Most Confident "Dumb Money" In A Decade

Jason Goepfert
2019-04-17

Maximum optimism

Dumb Money Confidence has been climbing steadily for a month, and stocks have so far shrugged off that extreme optimism. Now it has reached its highest level in a decade.

Every date that saw this high of a reading in the past 20 years sported a negative return in the S&P 500 at some point between the next 2-8 weeks.

This is also one of the handful of times since 1999 when Dumb Money was highly confident about a market rally two weeks into an earnings reporting month. All of them, too, saw losses in stocks over the short- to medium-term.

Semis erase massive loss

The semiconductor sector got a big boost on Tuesday, and of the indexes tracking the sector are at or on the cusp of fresh multi-year highs. That erases a nearly 30% drop from December.

Since 1926, other times the semi sector quickly erased a massive loss, it was an okay sign, but broader indexes struggled to show any outsized gains. Semis were almost always higher a year later, but that didn't necessarily translate to the Nasdaq or S&P.

Chinese momentum

The McClellan Oscillator for the Shanghai Composite has dropped to -75 while the index is holding above its 50-day average. According to the Backtest Engine, this has only happened a few times, all leading to gains for the Shanghai.

Unhealthy selling

The Optimism Index for the XLV health care fund is the lowest of all sectors after those stocks took a beating on Tuesday. Over the past 19 years, the Backtest Engine shows a reading this low led to an average 3-month return of 5.2% for XLV, which rallied 81% of the time.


**What the exercise asks**
Report how many lines of the data contain the string "movable". Add nothing.
:::::
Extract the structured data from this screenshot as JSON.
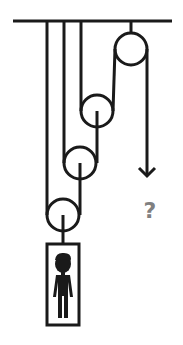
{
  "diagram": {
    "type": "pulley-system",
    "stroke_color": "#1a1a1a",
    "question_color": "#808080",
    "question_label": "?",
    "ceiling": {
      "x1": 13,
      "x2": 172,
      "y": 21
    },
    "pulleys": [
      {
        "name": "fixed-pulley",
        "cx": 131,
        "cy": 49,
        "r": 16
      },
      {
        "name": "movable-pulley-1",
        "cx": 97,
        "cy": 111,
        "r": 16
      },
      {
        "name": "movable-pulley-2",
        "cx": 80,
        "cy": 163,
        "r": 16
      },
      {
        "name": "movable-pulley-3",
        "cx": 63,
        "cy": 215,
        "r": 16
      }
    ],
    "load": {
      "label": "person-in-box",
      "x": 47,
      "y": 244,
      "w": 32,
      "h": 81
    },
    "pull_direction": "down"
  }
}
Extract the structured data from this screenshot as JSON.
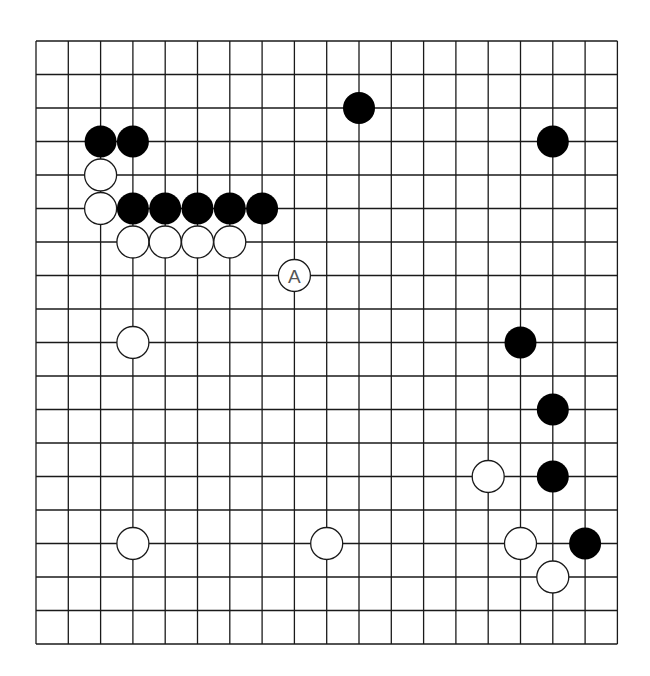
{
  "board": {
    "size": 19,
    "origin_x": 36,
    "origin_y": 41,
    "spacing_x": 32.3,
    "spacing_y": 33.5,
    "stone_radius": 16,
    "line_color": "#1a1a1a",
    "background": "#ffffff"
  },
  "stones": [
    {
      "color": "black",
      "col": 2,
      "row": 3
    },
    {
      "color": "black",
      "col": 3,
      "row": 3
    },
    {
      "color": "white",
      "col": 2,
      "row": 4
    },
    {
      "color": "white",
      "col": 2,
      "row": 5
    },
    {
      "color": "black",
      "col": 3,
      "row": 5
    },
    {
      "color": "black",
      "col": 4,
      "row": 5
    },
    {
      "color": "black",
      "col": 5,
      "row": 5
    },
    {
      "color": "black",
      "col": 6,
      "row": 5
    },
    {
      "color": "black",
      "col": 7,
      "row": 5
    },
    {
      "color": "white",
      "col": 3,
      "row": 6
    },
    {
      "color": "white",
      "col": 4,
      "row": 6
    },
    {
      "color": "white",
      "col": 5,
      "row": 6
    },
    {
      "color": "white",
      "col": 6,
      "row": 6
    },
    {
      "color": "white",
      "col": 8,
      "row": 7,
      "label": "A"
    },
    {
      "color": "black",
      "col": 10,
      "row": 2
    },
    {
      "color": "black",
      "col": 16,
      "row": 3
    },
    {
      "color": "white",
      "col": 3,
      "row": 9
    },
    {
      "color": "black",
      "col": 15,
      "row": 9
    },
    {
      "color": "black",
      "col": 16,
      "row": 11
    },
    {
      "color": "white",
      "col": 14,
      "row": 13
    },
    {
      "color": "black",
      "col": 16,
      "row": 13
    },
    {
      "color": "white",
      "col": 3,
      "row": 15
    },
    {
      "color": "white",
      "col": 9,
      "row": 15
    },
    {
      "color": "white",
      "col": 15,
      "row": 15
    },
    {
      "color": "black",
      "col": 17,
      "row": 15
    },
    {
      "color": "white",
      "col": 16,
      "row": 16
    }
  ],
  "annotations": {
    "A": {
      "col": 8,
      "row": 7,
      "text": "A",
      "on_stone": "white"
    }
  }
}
:::::
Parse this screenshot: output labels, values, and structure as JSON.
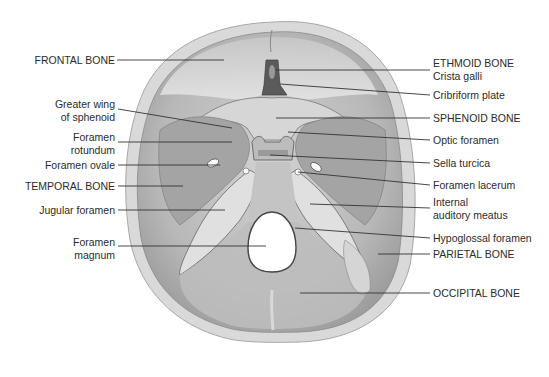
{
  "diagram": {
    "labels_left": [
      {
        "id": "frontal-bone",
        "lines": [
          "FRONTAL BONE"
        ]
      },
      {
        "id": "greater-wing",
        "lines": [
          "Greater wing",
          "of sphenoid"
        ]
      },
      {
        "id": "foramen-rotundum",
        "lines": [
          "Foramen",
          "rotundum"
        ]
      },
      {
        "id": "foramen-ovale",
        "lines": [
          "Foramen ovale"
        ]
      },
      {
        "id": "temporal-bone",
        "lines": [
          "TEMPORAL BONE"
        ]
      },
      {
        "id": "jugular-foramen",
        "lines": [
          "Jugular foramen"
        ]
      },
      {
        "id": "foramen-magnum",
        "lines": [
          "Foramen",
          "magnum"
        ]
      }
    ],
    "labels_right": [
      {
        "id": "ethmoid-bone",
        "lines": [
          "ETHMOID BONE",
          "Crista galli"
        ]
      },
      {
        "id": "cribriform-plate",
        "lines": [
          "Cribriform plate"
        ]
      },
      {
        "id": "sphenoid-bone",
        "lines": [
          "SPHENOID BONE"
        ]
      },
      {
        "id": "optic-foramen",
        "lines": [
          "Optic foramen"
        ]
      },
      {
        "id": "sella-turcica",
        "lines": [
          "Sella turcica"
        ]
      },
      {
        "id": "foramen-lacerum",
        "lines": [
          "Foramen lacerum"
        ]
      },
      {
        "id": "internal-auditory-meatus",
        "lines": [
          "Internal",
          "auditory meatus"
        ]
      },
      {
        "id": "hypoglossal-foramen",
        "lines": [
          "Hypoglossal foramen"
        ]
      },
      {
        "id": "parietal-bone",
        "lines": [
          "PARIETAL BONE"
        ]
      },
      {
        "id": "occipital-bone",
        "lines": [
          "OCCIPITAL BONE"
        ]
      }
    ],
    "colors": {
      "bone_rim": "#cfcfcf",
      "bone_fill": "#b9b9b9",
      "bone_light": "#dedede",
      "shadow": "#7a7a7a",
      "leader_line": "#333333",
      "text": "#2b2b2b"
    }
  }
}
:::::
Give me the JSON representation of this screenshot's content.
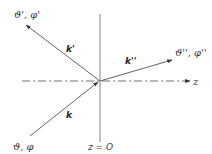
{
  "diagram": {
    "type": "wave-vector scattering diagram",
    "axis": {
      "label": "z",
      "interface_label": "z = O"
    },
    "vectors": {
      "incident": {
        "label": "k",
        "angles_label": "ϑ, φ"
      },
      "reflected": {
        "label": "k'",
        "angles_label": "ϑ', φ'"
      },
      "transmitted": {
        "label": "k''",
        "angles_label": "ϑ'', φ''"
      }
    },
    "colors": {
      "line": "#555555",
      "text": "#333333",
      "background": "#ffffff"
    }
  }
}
:::::
**Response area**
3